World Bank President David Malpass speaks at a press conference about rising debt in developing economies.

The math is stark. Debt in developing economies has climbed 54 percentage points against GDP since 2010, hitting 168 percent. That is an increase of seven points per year. The last time debt piled up this fast was during the Latin American crisis of the 1970s, and even then the pace was nearly three times slower. World Bank President David Malpass put it plainly on December 23: the size, speed, and breadth of this wave should concern everyone.

What makes this debt wave different from the last four big ones — Latin America in the 1980s, Asia in the late 1990s, the global financial crisis of 2007-2009, and now — is the cast of creditors. Earlier crises involved public debt owed to traditional lenders like the World Bank itself or Western governments. That was a relatively closed system. The current wave is open to all comers. China has become a major creditor for many developing nations. Private bondholders and non-traditional financial institutions have moved in. The mix of public and private borrowing from this wider range of lenders makes the whole thing harder to track and harder to fix.

Malpass wants lawmakers to prioritize debt management and transparency. The logic is simple: if you cannot see who owes what to whom, you cannot stop a crisis before it starts. The World Bank’s study, “Global Waves of Debt,” found the total for emerging and developing economies hit $55 trillion in 2018. That is the fastest and largest accumulation in 50 years. The figure covers both public and private debt, meaning households and companies are leveraged alongside governments. When private debt goes bad, it often becomes public debt anyway — through bailouts, stimulus, or lost tax revenue.

The risk is that debt stops fueling growth and starts fueling collapse. That is the line Malpass is drawing. Debt can pay for roads, schools, and power plants. It can also pay for consumption, corruption, and interest on older debt. The World Bank’s analysis suggests the current wave is heavy on the latter. The pace of accumulation — seven percentage points of GDP per year — leaves little room for productive investment to catch up. Money gets borrowed to service existing loans, not to build new capacity.

Where this leads depends on policymakers. The warning from Malpass is a call to act quickly. But quick action is exactly what the mix of creditors makes difficult. China does not answer to the World Bank. Private bondholders scatter when trouble hits. Transparency is the precondition for any coordinated response, and transparency is what the current system lacks. The Latin American crisis had a clear set of lenders and borrowers. The Asian crisis had the International Monetary Fund. This wave has no such clarity.

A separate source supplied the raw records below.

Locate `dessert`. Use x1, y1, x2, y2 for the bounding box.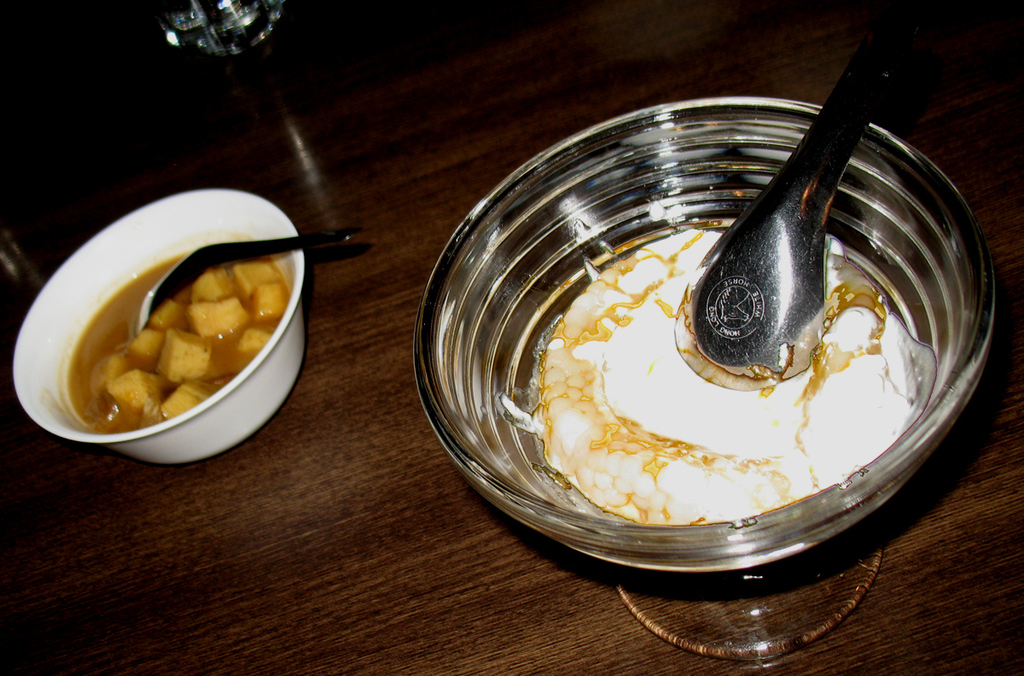
535, 185, 902, 546.
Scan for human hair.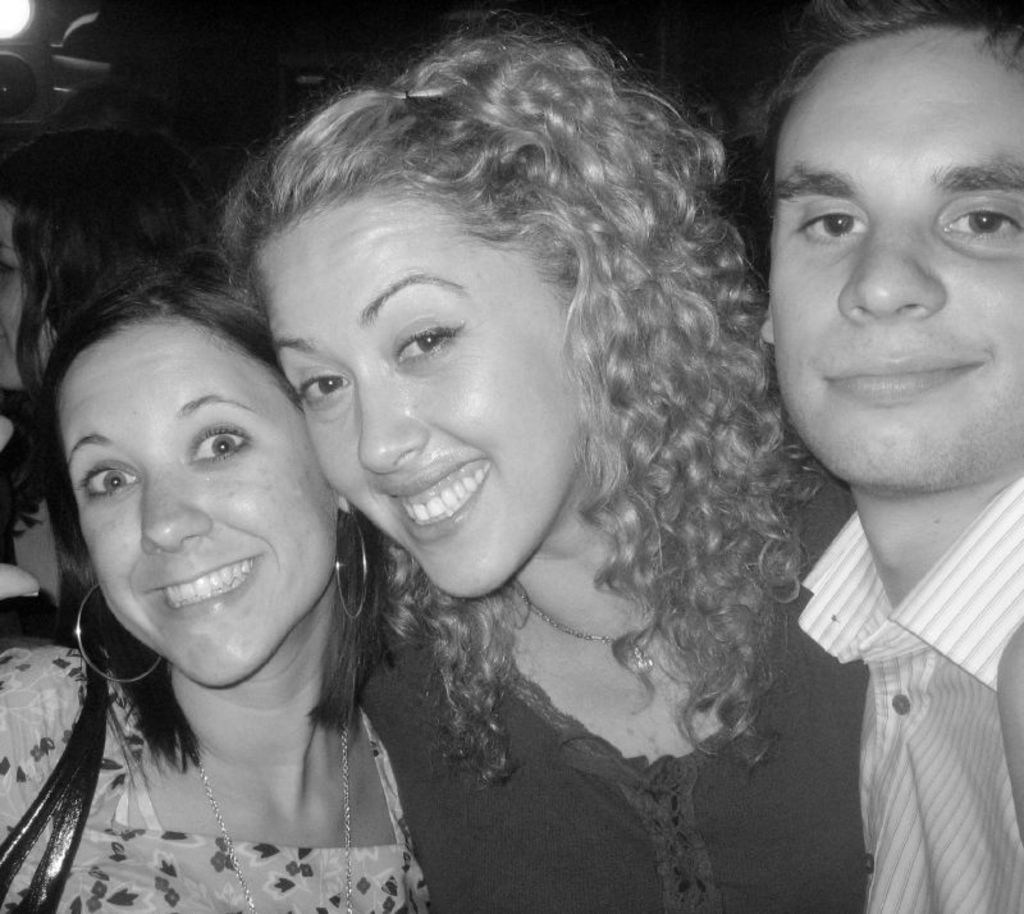
Scan result: x1=32, y1=251, x2=388, y2=778.
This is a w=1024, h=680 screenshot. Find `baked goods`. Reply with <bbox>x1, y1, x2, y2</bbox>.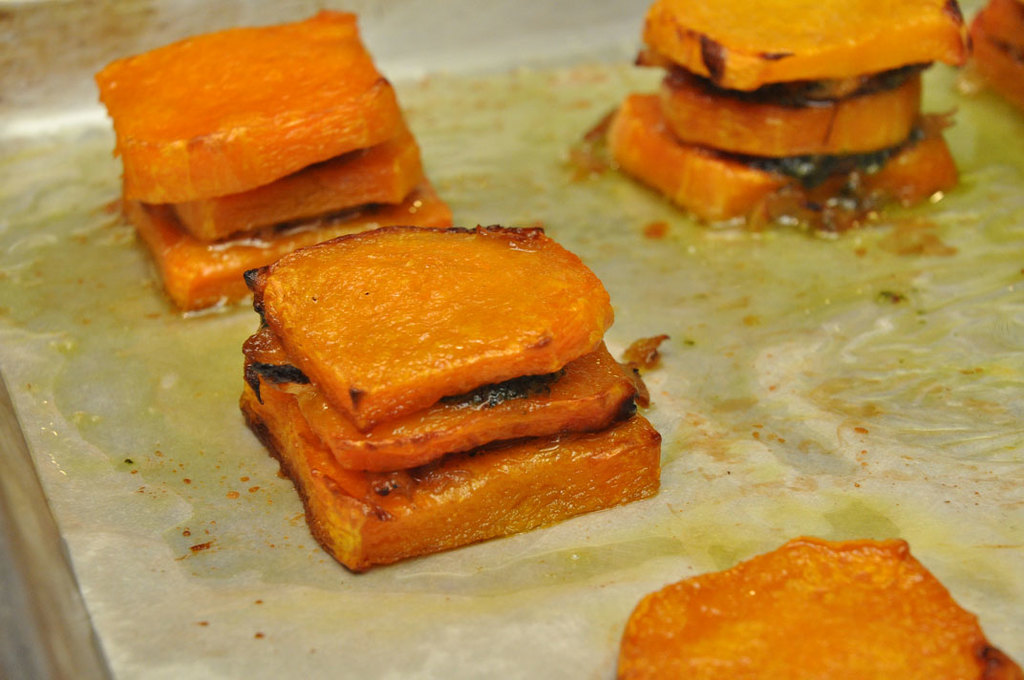
<bbox>956, 0, 1023, 116</bbox>.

The $55 trillion figure is a snapshot of a system under strain. Debt-to-GDP ratios in developing countries have climbed 54 percentage points since 2010. The last comparable buildup ended in the global financial crisis. The one before that ended in the Asian financial crisis. The one before that ended in the Latin American debt crisis. Each time, the crash came faster than anyone expected. Malpass is trying to break that pattern. Whether lawmakers listen will determine if this wave breaks or rolls on.